_TASK TO COMPLETE_
Output only the lines below that start at the line containing "Describe the element" and end at the line containing "The width and", with both ends kept.

_RECORDS SHOWN_
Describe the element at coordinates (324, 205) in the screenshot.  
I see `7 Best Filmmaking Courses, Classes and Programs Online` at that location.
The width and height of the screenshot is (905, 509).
==
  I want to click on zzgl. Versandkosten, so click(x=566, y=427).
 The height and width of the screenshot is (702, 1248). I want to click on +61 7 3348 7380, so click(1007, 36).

_RESULT FOR THIS EXERCISE_
Describe the element at coordinates (324, 205) in the screenshot.  
I see `7 Best Filmmaking Courses, Classes and Programs Online` at that location.
The width and height of the screenshot is (905, 509).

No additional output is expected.